There is still the Romney comeback narrative to come. You know it will happen, because the media wants a close race to talk about. So at some point inthe next few weeks (most likely this week after the debate) there will be a spontaneous flurry of Romney comeback stories.
But after the election (assuming an Obama win) I am very interested in what the GOP reaction will be. How much will the elected GOP leadership differ from the unelected (Rush and co versus the elected politicians) - and where will the sage commentators line up?
Then once that settles down we get the question of how do we destroy the Kenyan Muslim Socialist? Sabotaging the economy did not work and impeaching Clinton really did not work (Obama is too boring to get involved in a sex scandal, and foreign policyu is boring), so what next? Bring down the government? Tried during Clinton, did not help. Go Galt?
This sounds like one of those psychic certainty arguments. "I know she doesn't believe or care about what she says she believes and cares about. I just know, that's how." Such things aren't very compelling, YMMV.
This. Everyone does realize that the nutters were absolutely certain that 1994 predicted a win for Bob Dole (regardless of what the polls said) and that the interloper Clinton would be kicked to the curb and the proper restoration of the Reaganite Regency would continue apace, right?
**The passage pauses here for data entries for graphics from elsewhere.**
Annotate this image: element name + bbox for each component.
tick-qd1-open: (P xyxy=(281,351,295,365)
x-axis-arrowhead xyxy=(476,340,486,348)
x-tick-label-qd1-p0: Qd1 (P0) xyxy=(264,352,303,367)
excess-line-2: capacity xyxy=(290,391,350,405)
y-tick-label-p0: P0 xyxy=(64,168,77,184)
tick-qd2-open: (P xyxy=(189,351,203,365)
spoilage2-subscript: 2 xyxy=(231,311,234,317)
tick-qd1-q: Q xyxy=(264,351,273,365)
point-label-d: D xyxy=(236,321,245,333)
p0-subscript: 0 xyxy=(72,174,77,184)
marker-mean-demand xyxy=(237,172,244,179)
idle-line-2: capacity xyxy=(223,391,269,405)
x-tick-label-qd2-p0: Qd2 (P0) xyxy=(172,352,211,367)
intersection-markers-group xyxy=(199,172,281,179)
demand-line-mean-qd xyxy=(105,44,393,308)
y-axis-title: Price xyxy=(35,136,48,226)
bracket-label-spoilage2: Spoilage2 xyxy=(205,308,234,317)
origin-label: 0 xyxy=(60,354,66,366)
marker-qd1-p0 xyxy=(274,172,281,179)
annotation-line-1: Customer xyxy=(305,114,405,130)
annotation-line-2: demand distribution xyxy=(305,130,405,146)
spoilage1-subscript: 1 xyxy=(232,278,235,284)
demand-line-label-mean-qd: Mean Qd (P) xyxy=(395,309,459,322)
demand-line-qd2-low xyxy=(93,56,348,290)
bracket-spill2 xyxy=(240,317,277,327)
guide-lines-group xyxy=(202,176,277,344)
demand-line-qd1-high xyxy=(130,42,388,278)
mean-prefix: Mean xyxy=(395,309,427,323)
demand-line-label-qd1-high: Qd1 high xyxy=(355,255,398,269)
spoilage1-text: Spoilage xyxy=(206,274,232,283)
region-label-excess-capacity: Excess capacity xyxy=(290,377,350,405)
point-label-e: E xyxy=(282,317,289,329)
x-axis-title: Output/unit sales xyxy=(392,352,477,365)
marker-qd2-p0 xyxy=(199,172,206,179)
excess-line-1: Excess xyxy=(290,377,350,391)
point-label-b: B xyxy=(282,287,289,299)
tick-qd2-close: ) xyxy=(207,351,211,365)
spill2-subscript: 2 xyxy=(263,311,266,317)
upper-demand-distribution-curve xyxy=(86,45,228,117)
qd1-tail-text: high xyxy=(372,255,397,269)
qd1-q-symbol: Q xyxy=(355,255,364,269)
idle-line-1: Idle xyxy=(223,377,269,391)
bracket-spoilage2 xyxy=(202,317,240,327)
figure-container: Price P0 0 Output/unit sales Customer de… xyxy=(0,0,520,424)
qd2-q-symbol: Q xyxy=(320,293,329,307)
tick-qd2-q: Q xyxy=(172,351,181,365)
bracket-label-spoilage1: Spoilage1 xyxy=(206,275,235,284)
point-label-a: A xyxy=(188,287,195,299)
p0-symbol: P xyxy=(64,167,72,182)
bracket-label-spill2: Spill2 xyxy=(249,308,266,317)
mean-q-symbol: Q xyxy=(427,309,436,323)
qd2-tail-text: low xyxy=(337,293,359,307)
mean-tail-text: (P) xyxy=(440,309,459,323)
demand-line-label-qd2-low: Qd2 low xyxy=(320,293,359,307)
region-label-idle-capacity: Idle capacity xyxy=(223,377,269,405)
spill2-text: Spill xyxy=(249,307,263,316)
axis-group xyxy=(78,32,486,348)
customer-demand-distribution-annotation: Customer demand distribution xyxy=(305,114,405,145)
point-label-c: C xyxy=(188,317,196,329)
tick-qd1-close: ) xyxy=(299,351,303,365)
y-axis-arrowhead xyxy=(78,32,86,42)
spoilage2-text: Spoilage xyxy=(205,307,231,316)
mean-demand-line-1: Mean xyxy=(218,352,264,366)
And then that didn't happen, so we dealt with 4 more years of batshit insanity, until 2000, when the restoration "really happened" and Bush and Rove established a "permanent majority" that lasted...well, it's an interesting conception of permanence.
To understand the nutters you must accept that they see the establishment of "true conservative" rule in America as an article of faith. Everything descends from that point downward.
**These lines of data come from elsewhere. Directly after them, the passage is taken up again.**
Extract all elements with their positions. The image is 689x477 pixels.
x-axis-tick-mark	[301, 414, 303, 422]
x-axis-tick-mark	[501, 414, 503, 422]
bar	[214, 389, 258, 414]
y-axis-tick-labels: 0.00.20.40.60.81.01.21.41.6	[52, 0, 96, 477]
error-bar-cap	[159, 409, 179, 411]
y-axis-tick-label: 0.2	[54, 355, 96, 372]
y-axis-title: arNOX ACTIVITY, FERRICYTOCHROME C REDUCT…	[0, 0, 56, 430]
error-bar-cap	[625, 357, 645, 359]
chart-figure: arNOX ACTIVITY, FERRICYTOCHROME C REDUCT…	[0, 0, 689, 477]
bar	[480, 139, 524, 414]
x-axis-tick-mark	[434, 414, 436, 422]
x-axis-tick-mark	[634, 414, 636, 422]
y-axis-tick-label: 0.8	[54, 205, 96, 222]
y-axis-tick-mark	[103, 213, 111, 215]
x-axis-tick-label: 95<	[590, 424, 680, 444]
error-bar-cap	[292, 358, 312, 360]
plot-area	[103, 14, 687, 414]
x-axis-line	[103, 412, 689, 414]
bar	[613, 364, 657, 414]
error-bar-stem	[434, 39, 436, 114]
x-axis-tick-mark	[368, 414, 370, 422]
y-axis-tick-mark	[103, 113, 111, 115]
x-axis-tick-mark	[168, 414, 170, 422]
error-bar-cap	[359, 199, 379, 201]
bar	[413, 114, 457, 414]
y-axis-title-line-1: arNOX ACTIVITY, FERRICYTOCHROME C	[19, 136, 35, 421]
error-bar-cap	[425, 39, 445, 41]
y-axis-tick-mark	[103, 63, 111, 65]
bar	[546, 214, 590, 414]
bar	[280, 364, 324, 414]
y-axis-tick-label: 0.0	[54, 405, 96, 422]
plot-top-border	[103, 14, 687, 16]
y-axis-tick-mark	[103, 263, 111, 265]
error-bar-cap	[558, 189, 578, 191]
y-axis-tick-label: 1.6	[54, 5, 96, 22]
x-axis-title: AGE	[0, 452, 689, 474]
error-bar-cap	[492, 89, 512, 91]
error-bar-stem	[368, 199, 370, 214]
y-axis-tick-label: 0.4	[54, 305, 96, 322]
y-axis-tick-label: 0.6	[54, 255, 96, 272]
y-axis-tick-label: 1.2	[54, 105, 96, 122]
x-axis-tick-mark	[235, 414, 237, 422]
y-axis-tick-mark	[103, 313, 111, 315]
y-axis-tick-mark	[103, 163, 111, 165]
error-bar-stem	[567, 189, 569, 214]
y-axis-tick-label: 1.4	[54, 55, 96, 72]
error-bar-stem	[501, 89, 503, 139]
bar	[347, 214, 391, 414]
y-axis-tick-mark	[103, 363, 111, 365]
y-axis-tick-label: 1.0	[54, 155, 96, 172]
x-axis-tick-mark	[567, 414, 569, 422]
I think it's a something of an outgrowth of the fiscal libertarian lilt of the GOP of late -- stripping 'consumer protection' because of the underlying idea that it is a consumer's personal responsibility to protect him or herself from abuse. Absent egregious lawbreaking, the free market takes care of the 'bad actors' so 'consumer protection' is needless over-regulation and government encumbering business.
If Nixon hadn't resigned, he would have been impeached during his second term at least partially for crimes committed during his first.
ditto.
Let's say
Dems 40
Repub 33
Indies 27
That's Dem +7 If all Dems vote for the Dem, and all Repubs vote for the Repub and indies split 50/50- the Dem wins by 7
Dems 41
Repub 33
Indies 26
That's Dem +8
If all Dems vote for the Dem and all Repubs vote for the Repub, and Indies go 16-10 in favor of the Repub, then the Dem wins by 51-49, +2, less than when the Dems, had a +7 "advantage"
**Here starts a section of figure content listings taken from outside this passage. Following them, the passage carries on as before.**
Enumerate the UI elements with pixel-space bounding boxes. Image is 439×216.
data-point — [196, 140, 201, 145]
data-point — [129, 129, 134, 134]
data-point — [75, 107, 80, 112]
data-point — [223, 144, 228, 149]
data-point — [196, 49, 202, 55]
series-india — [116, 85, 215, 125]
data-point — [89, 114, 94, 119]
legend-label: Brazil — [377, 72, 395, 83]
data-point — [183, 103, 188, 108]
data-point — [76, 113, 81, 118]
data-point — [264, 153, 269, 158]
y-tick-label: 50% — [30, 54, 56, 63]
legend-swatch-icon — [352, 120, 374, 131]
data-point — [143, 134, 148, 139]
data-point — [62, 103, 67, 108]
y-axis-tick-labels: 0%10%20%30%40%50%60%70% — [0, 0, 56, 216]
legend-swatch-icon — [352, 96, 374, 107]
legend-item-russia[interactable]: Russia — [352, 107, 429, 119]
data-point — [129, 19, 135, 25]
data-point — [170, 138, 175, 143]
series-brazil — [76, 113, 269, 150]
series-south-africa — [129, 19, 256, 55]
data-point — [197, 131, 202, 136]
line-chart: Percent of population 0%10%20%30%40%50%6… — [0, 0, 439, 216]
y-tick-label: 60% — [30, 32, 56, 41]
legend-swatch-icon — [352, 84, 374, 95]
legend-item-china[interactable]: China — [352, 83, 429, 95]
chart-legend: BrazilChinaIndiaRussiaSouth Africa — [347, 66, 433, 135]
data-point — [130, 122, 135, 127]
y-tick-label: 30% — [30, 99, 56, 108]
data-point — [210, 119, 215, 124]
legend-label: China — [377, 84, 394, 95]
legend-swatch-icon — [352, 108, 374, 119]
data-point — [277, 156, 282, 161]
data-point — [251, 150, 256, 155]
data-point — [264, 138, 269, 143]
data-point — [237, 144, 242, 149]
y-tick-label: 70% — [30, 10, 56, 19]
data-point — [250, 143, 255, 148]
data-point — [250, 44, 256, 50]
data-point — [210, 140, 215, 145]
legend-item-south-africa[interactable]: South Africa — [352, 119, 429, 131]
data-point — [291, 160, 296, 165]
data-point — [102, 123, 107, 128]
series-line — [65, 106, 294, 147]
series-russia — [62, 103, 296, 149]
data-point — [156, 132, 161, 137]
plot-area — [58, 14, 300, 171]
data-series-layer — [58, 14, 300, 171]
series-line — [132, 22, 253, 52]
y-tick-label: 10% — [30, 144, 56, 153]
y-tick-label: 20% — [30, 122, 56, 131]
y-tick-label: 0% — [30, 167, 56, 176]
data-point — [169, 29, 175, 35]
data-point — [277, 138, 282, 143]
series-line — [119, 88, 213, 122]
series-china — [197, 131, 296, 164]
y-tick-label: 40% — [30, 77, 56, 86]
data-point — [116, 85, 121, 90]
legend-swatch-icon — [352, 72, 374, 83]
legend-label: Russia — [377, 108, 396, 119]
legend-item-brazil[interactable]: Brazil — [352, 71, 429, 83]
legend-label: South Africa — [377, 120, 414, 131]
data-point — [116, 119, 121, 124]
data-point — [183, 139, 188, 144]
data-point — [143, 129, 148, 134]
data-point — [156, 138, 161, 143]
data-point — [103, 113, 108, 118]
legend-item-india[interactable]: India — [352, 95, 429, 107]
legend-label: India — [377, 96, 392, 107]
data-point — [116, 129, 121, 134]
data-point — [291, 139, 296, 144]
It's not that hard, it's not "counter-intuitive" - you are just grasping at straws,
why don't you just stick with the Repubs work/ Dems stay at home and answer the phone when pollsters call narrative
Well if it happens it happens and I will admit I was wrong. Crow is not yummy, but I have eaten it. 2004 was brutal and I admit I bought some (though not all) of the spin.
meh
IMO she's a bad person for
1: Being a lawyer
2: Wanting to be a politician
3: actually being a politician
Scott Brown is a bad person too, in fact an overwhelming % of our elected pols are people most normal people would not want to eat lunch with
The real funny part about 2004 was the liberal insistence that polling was oversampling Rs and was skewed in favor of Bush...
At least I think Liberals can see the humor in that now...
Why is she "odious"? This isn't meant to be a gotcha. I'm not tracking that race really closely. She seems consistent in her political positions.
An odd use of the future tense there.
It is one reason I am trying to be less snarky than usual about it, is how terrible it was. But yes, it is funny now. Distance makes horrible funny.
It was mostly the perfecta of cell phone undersampling and the undecided breaks for challenger that caused me undue hope in 2004. It all sounded so reasonable. Sigh. I learned when you want to believe in something ... don't. Be skeptical. Hard lesson though, and one I learned before and since. So useful I keep learning it! :)
Doesn't this apply to anyone and everyone? I wouldn't want to waste the time it takes to have lunch with someone on most people, and I'm sure there are those who feel the same about me. Being a pol seems to me to be a very difficult job.